How are you measuring the size of the "actual" economy?
Take a look at the Wiki list of companies taking Bitcoin and sum their total estimated turnover. Obviously this is highly imprecise since there is not a lot of information available, most if not all are privately owned etc. but I would not estimate more than a couple of million USD a year. Even that is highly optimistic because most are likely only taking a fraction in BTC right now (e.g. I would wager memorydealers currently loses money on promoting Bitcoin). The list doesn't contain any seriously large company, or even medium sized company that I can see. Tradehill proxying Amazon may be the largest, though I doubt they have had more than a few hundred customers for this so far.
If you take a highly optimistic 5 million USD, then at 7 million BTC the exchange rate should be around 0.7 USD/BTC now, not $15. Since it seems obvious there is a lot of work to be done before Bitcoin can even be technically conscionably accepted
by less than adventurous retailers (like Amazon), it will take that much time for the economy to grow by those numbers. Until then, the speculative ratio is over 20:1. If it goes to $30 again, that's over 40:1. $60? 80:1. How much is not ludicrous?

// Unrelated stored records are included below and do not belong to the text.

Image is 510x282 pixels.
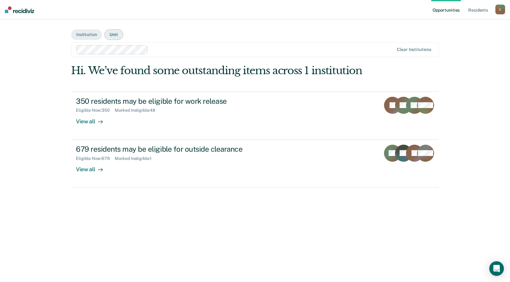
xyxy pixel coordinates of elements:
div: Marked Ineligible : 1 [115,156,157,161]
div: 679 residents may be eligible for outside clearance [76,145,290,153]
a: 350 residents may be eligible for work releaseEligible Now:350Marked Ineligible:48View all [71,92,439,140]
div: Eligible Now : 679 [76,156,115,161]
div: Hi. We’ve found some outstanding items across 1 institution [71,64,366,77]
img: Recidiviz [5,6,34,13]
div: Eligible Now : 350 [76,108,115,113]
button: Institution [71,29,102,40]
div: View all [76,161,110,173]
div: Marked Ineligible : 48 [115,108,160,113]
div: Clear institutions [397,47,432,52]
div: View all [76,113,110,125]
div: Open Intercom Messenger [489,261,504,276]
button: C [496,5,505,14]
div: 350 residents may be eligible for work release [76,97,290,106]
a: 679 residents may be eligible for outside clearanceEligible Now:679Marked Ineligible:1View all [71,140,439,188]
button: Unit [104,29,123,40]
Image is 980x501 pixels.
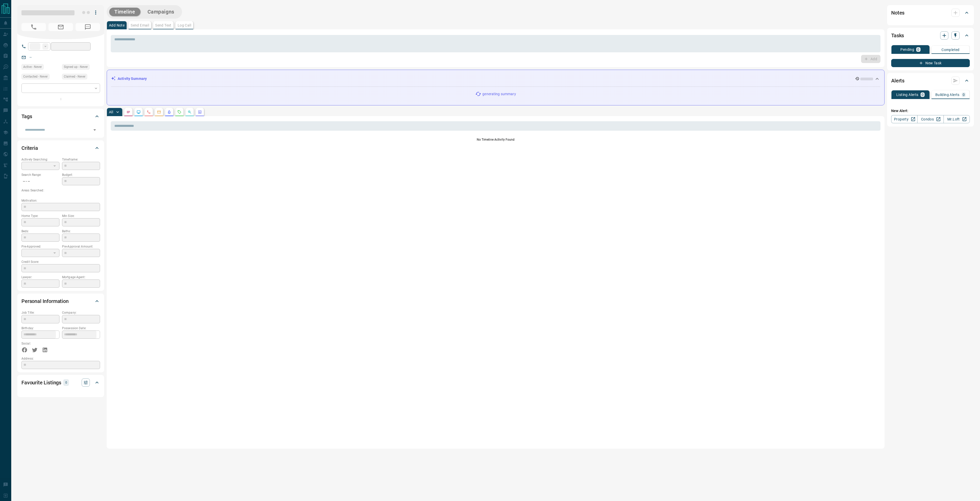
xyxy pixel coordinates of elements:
[30,55,32,60] a: --
[22,357,100,361] p: Address:
[23,74,48,79] span: Contacted - Never
[62,310,100,315] p: Company:
[64,74,86,79] span: Claimed - Never
[118,76,147,81] p: Activity Summary
[197,110,202,114] svg: Agent Actions
[62,158,100,162] p: Timeframe:
[891,108,970,113] p: New Alert:
[65,380,68,386] p: 0
[126,110,131,114] svg: Notes
[22,213,60,219] p: Home Type:
[22,229,60,234] p: Beds:
[22,326,60,330] p: Birthday:
[22,177,60,186] p: -- - --
[62,275,100,280] p: Mortgage Agent:
[22,113,32,121] h2: Tags
[177,110,181,114] svg: Requests
[142,8,179,16] button: Campaigns
[891,9,905,17] h2: Notes
[157,110,161,114] svg: Emails
[900,48,914,52] p: Pending
[891,76,905,85] h2: Alerts
[75,23,100,31] span: No Number
[22,275,60,280] p: Lawyer:
[62,244,100,249] p: Pre-Approval Amount:
[891,75,970,87] div: Alerts
[22,297,69,305] h2: Personal Information
[897,93,918,97] p: Listing Alerts
[64,65,88,70] span: Signed up - Never
[22,173,60,177] p: Search Range:
[91,126,98,134] button: Open
[187,110,192,114] svg: Opportunities
[944,115,970,123] a: Mr.Loft
[167,110,171,114] svg: Listing Alerts
[136,110,141,114] svg: Lead Browsing Activity
[62,326,100,330] p: Possession Date:
[891,29,970,41] div: Tasks
[22,378,61,387] h2: Favourite Listings
[482,91,515,97] p: generating summary
[111,74,880,84] div: Activity Summary
[917,115,944,123] a: Condos
[891,7,970,19] div: Notes
[22,244,60,249] p: Pre-Approved:
[22,110,100,123] div: Tags
[147,110,151,114] svg: Calls
[22,341,60,346] p: Social:
[109,110,113,114] p: All
[111,137,881,142] p: No Timeline Activity Found
[921,93,923,97] p: 0
[22,198,100,203] p: Motivation:
[109,8,140,16] button: Timeline
[22,23,46,31] span: No Number
[22,144,38,152] h2: Criteria
[62,173,100,177] p: Budget:
[935,93,960,97] p: Building Alerts
[891,59,970,67] button: New Task
[963,93,965,97] p: 0
[22,142,100,154] div: Criteria
[22,377,100,388] div: Favourite Listings0
[22,158,60,162] p: Actively Searching:
[917,48,919,52] p: 0
[23,65,42,70] span: Active - Never
[22,310,60,315] p: Job Title:
[891,31,904,39] h2: Tasks
[109,23,125,27] p: Add Note
[22,188,100,192] p: Areas Searched:
[22,295,100,307] div: Personal Information
[49,23,73,31] span: No Email
[62,213,100,219] p: Min Size:
[942,48,960,52] p: Completed
[62,229,100,234] p: Baths:
[891,115,918,123] a: Property
[22,260,100,264] p: Credit Score:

I think the two important indicators are network difficulty and exchange volume / price, both of which have been growing like wildfire.
Neither of which reflect the actual economy size. As long as it's worth it, new miners will join, but they are speculating just as much as traders.
"Someone" cashed out over a million bucks today
Are you looking at blockexplorer and a known exchange wallet address? Otherwise it could be anything but a cashout. It could be the exchange moving funds between wallets for all we know. If you're looking at the exchange turnover, how do you know it's not just a few traders trading the same balances back and forth? None of this has any correlation with the actual economy, which consists of people paying eachother for goods and services. Couple of years ago everyone thought mortgage derivatives consisted of real value too.
network difficulty is a reliable measure of the size of the economy.
Obviously I completely disagree with this. By this argument the economy has grown incredibly fast over the last couple of weeks and will suddenly stop growing much between the next 2 increases (according to chodpaba's numbers).
If you know how to reliably measure the "real world value" of assets, maybe you should tell Wall Street.
Hah, Wall Street is not interested in real numbers, you should know that by now. Some bank got sued by its own shareholders because they paid out almost double the bonuses (4+ billion USD) than they actually made (2-ish billion USD).
Speculative expectation has been setting the price of things like houses, oil, bread, gold, and stocks ever since civilization moved to from a barter economy to a monetary economy. Why should the price of bitcoin be any different?
Hopefully because the underlying system is more robust. As the real economy around it grows, bubble type activity should subside, but it does need to survive that first. If it fails on that count, Bitcoin will be remembered as a classic ponzi scheme, albeit a brilliant one.